Evaluating Peace Operations by Paul F. Diehl and Daniel Druckman. Lynne Rienner Publishers, 2010, 200 pp.
Authors Diehl and Druckman have written an authoritative and practical guide to evaluating peace operations. Covering such a wide topic in a single volume is challenging, but they have comprehensively addressed the essential elements of peace operations, from the initial role of troops in stopping the conflict to longer-term goals of democratization, rule of law, and reconciliation.
The authors note in the introduction that “specifying what constitutes peace operations success is a prerequisite for theoretical development” (p. 3) and note the pitfalls when that evaluation is governed by an arbitrary timeline: “it is more often the demands for quick appraisals and bureaucratic accountability that lead decisionmakers to look at some success standards while ignoring others” (p. 5). Thus, one must have in mind a good definition of an end state for a peace operation to guide that operation and its subsequent evaluation. Strategic patience dictates that adequate time be given to conduct a thorough evaluation.
Chapters 3–5, “Core Peacekeeping Goals,” “Beyond Traditional Peacekeeping,” and “Postconflict Peacebuilding,” each conclude with a summary table of the peacekeeping goals/objectives, key questions, measures of progress, and benefits and limitations. The core peacekeeping goals are (1) violence abatement, (2) conflict containment, (3) conflict settlement, and (4) operational effectiveness. Nontraditional peacekeeping goals include (1) election supervision, (2) democratization, (3) humanitarian assistance, (4) disarmament, demobilization, and reintegration, and (5) human rights protection. Postconflict peacebuilding includes (1) local security, (2) rule of law, (3) local governance, and (4) restoration, reconciliation, and transformation. The tables summarize the discussion in each chapter and are organized such that they could easily be used as a template for a peace operation evaluation exercise.
Each objective covered in the tables is linked to one or more “key questions,” the answer to which provides the necessary content for the evaluation. For example, a key question when evaluating the core goal of violence abatement would be “Is violence still present?” (p. 32). The key questions are followed by measures of progress and then by benefits and limitations of each measure of progress. For the present example, violence abatement could be measured by “days/months without war (peace duration)” or by the emergence of “new crises, militarized disputes, or wars” as a direct consequence of the present conflict. “Peace duration” has the benefit that it is comparable across missions. Its limitation is that “major failures provide feedback too late” to stem renewed violence (p. 54).
Chapter 6 addresses the context (environmental and temporal) of the peace operations and covers such issues as type of conflict, conflict phase, disputant characteristics, external actors, and internal geography. This chapter also addresses issues such as attacks on peacekeepers that are becoming more and more prevalent in modern peace operations: “Opponents of peace missions may be tempted to attack the peacekeepers if doing so will weaken the resolve of the sponsoring agency or troop donor states” (p. 146). Another environmental issue is the extent to which local governance is willing to accept the legitimacy of foreign peace forces: “The peace operation may undermine local authorities in several ways. Reestablishing order with regular security forces might decrease the power of local militias as well as decrease corruption opportunities that benefit local leaders. Other peace activities may serve to strengthen rival political or ethnic factions or groups” (p. 148).
“Putting it All Together,” chapter 7 introduces offsetting effects, reinforcing effects, and trumping effects. An offsetting effect is one where an improvement in one region of an affected country may be offset by a worsening of that same indicator in another region of the country. A reinforcing effect would be one where violence abatement efforts themselves spread, resulting in lowered violence in regions where no specific efforts had been made. A trumping effect is one where improvement in a particular effect seems to be of paramount importance to make improvements elsewhere. The example given is the effect of violence on voter turnout. Until the violence is reduced, it will be very difficult or impossible to make real improvements in other effects. Hence, violence levels are trumping effects.
The authors conclude by applying the tables from the previous chapters in a brief sample assessment of peace operations in Bosnia in the 1990s. They use the 1995 Dayton Peace Accords as a timestamp for intervention, enabling them to perform a before/after analysis. Results of the Bosnia assessment are recorded in tables that tie back to the templates in chapters 3–5 (the core, nontraditional, and peacebuilding goals).
The greatest contribution of this book is its value as a practical guide for assessing peace operations, something made easier by the elucidation of core, nontraditional, and peacebuilding goals into table templates and the examples that show how these templates can be used in a practical example. Its contribution to the theoretical side of peace operations is less significant.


• **PROBLEM REQUIREMENTS**: Starting with the line that holds "Where does *tree* appear?", reproduce each line through the last one of the data, exactly as written. Pictures are not copied.

• **DATA RECORDS**:
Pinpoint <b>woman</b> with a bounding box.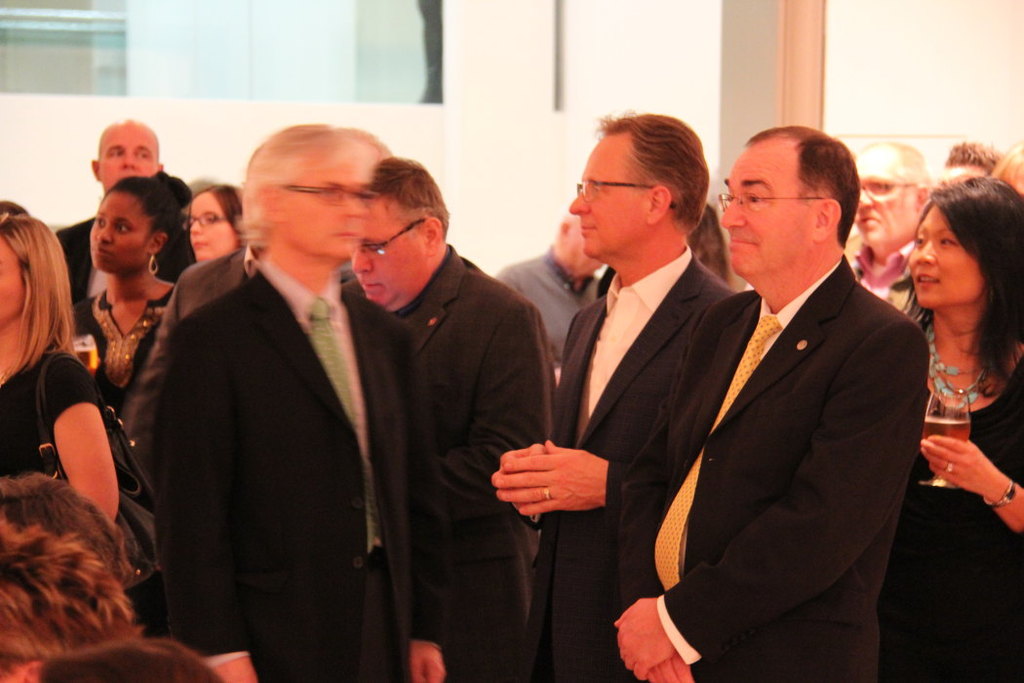
bbox(72, 168, 171, 465).
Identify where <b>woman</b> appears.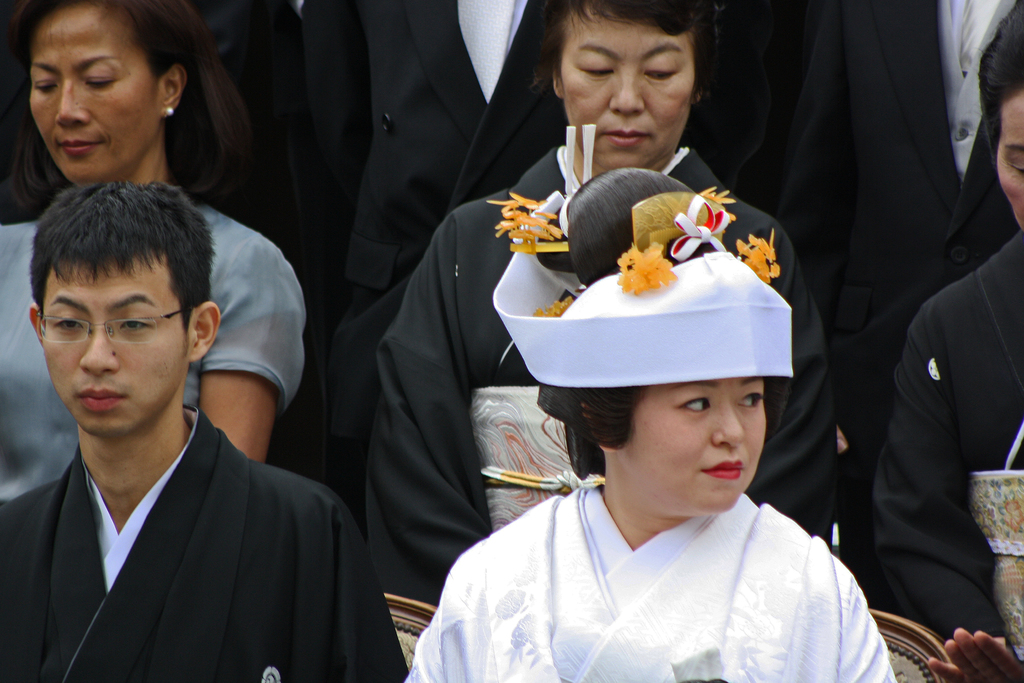
Appears at [left=0, top=0, right=309, bottom=523].
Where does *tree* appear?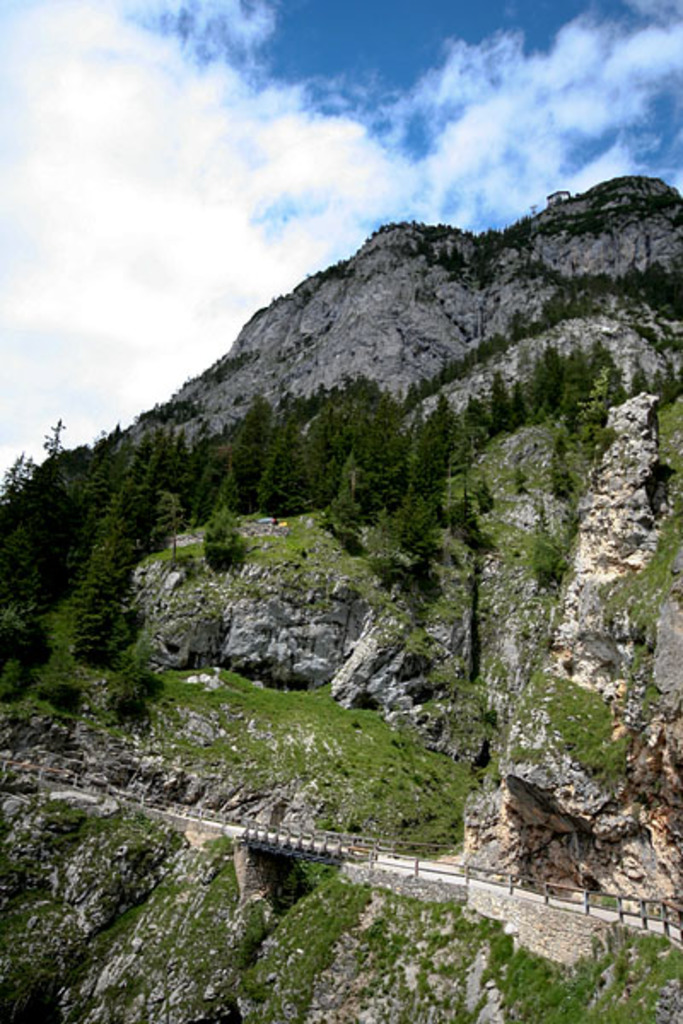
Appears at 565 345 593 404.
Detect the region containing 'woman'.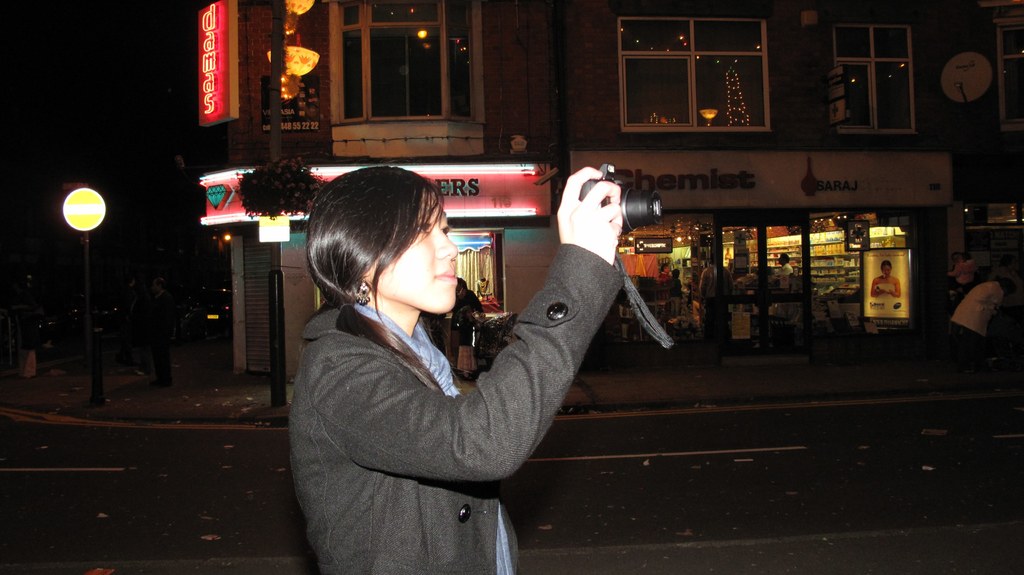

• **FINISHED EXERCISE**:
Where does *tree* appear?
Appears at 565 345 593 404.
Detect the region containing 'woman'.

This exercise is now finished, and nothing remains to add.